"My father Picasso": daughter told how she posed in pink booties

When Pablo
Picasso was fascinated by a 17-year-old girl he met near the Galeries Lafayette
in 1927, he was still married to the former ballerina Olga Khokhlova. Soon Maria-Teresa
Walter became his muse, the heroine of lush portraits and gave birth to a
daughter to her lover, who was 28 years older. However, he left her and moved
on to the next of his many passions - to Dora Maar, a surrealist photographer
and artist.
In her new
book, 84-year-old Maya Picasso, daughter of the artist and Marie-Teresa, spoke
about the women in her father's life and her close relationship with him.

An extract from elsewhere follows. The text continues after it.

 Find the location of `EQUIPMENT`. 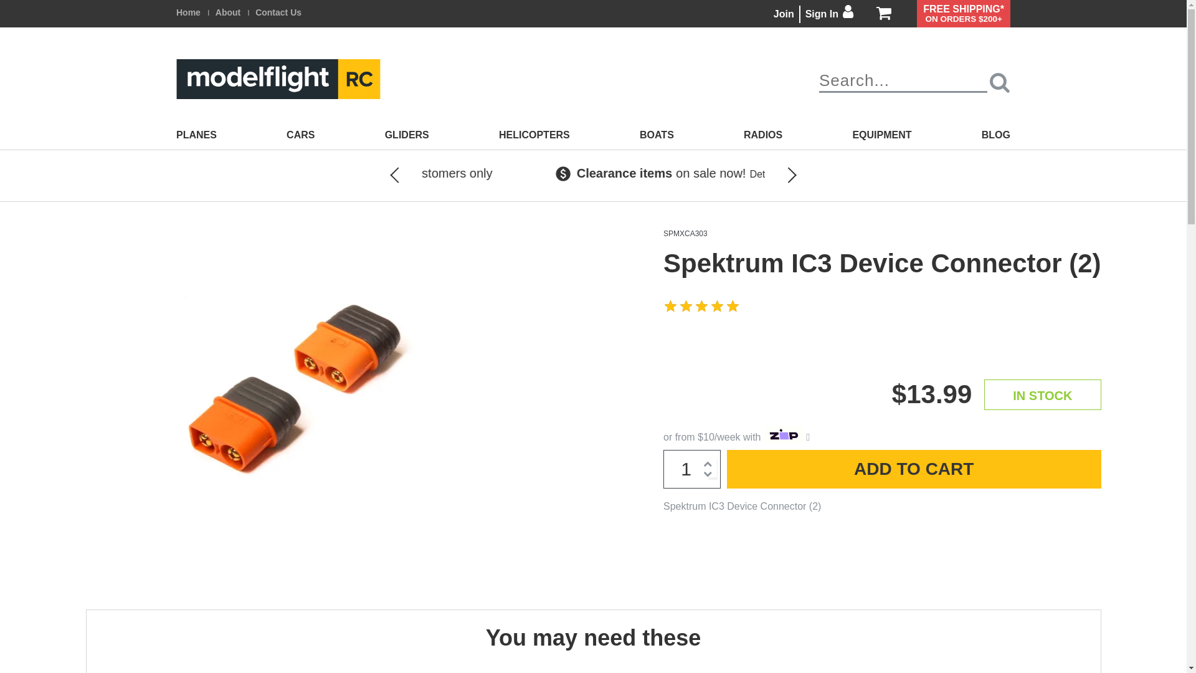

EQUIPMENT is located at coordinates (882, 135).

Memoirs “Picasso and Maya. Father and Daughter” will be published in early autumn
under the editorship of her daughter, art critic Diana Widmaier-Picasso.
In an
interview with her, Maya says that Picasso portrayed her mother "very
sensually". “It amazes me how accurately it is presented. She had
curvaceous forms, very round breasts, but at the same time she was very
passionate and athletic, - says the artist's daughter. - I think that having
met her, my father in a sense found his place. That is why he depicted her so
often, especially in sculpture. "
She
especially highlighted the painting "Still life on a pedestal table",
which was painted in 1931 and is now in the National Picasso Museum in Paris.

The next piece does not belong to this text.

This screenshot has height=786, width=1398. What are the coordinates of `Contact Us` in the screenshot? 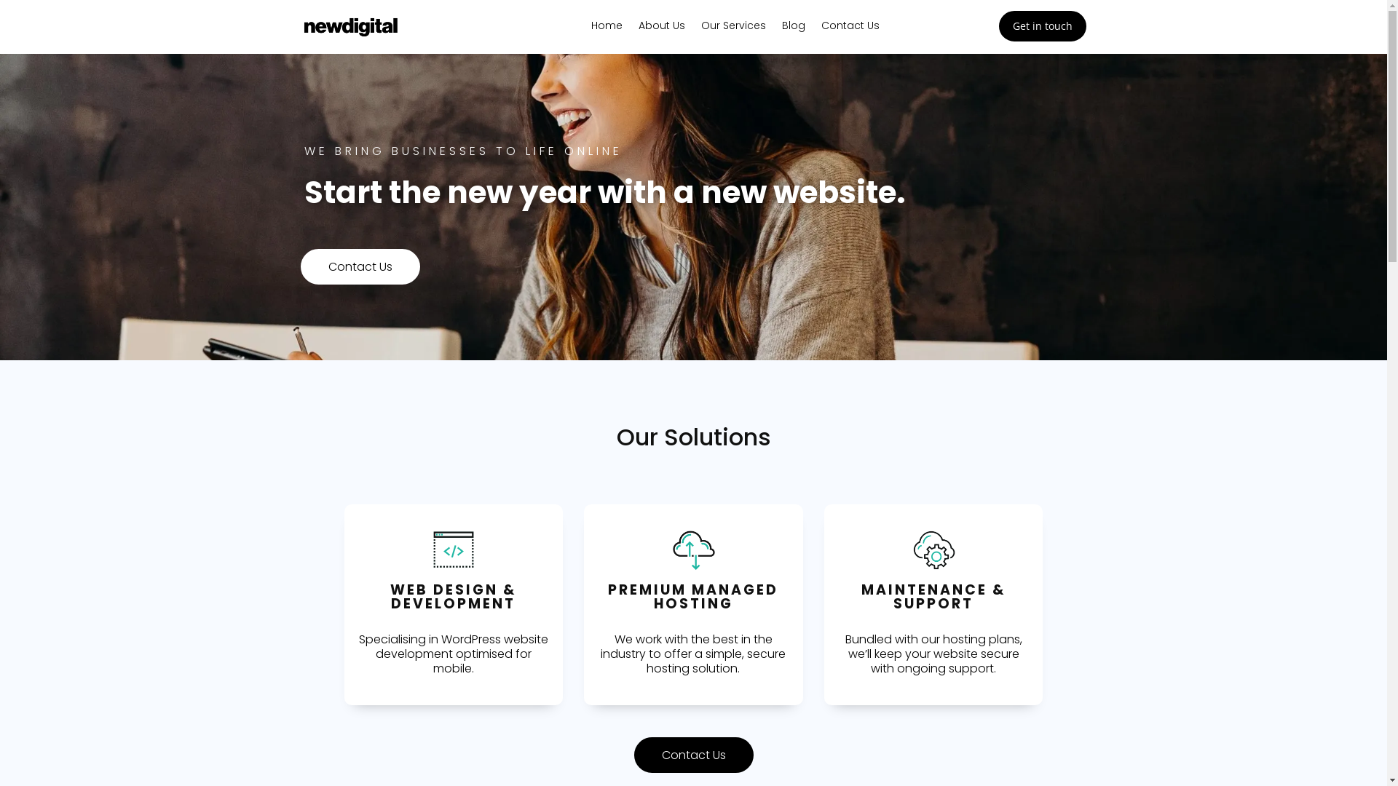 It's located at (360, 266).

“My dad painted my mother's curves in still life, especially her fruit-shaped
breasts, and straight blonde hair. These elements convey my father's feelings
for her, ”says Maya.
At first,
Maya's birth, like her father's romance with Maria Teresa, was a secret. A few
months after her birth, Picasso began an affair with Maar. The daughter notes:
when Picasso was torn between her mother and Dora, he combined the features of
both his lovers in the portrait "Marie Teresa in a red beret with a
pompom" in 1937.
“My father
... never tired of writing [my mother], painting her, sculpting, engraving. But
this picture combines my mother and Dora Maar. My mother's hair and eyes are
here, but her nose and complexion are reminiscent of Dora, who entered his life
in 1936, shortly after my birth, ”says Maya.
Nevertheless,
the book will undoubtedly receive a wave of criticism for portraying the
relationship between Marie-Teresa Walter and Picasso in such a positive light.
After the #MeToo movement, Picasso's attitude towards women was redefined. In
2018, Jock Reynolds, director of the Yale University Art Gallery, described
Picasso as “one of the worst offenders of the 20th century in terms of his
stories with women” and asked, “Are we going to remove his work from the
gallery? "
On her
Netflix show Nanette, comedian Hannah Gadsby described the horror she
experienced when she read about the relationship between Picasso, 45, and
Walter, 17. “Picasso said: 'It was wonderful - I was in her prime, she was in
her prime.' I probably read it when I was 17. Do you know how creepy it was? ”-
said the actress.
And Artnet
editor Yulia Halperina notes that the stories about Picasso's relationship with
women "are told to romantically characterize an obsessive, passionate and
difficult artist whose turbulent relationship was necessary to ignite his
creative fire."
In a new
book, Maya Picasso recalls posing for his father between the ages of seven and
eighteen: “We could sit at the table, and suddenly he had a desire to
immortalize a facial expression or a pose. He told me: 'Don't move!' - and
rushed to look for paper, pencils, blackboard or notebook. "
About her
tender childhood portrait of 1938 "First Snow", she says: "It
was the day when I took my first steps ... I was wearing little pink booties
that my father kept all his life."
According
to Maya, when her father asked her to pose, "he insisted that I not
smile." But she recalls Picasso's "great sense of humor" and the
toys he made for her during the war, including "a family of little
characters made of cloth and chickpea heads."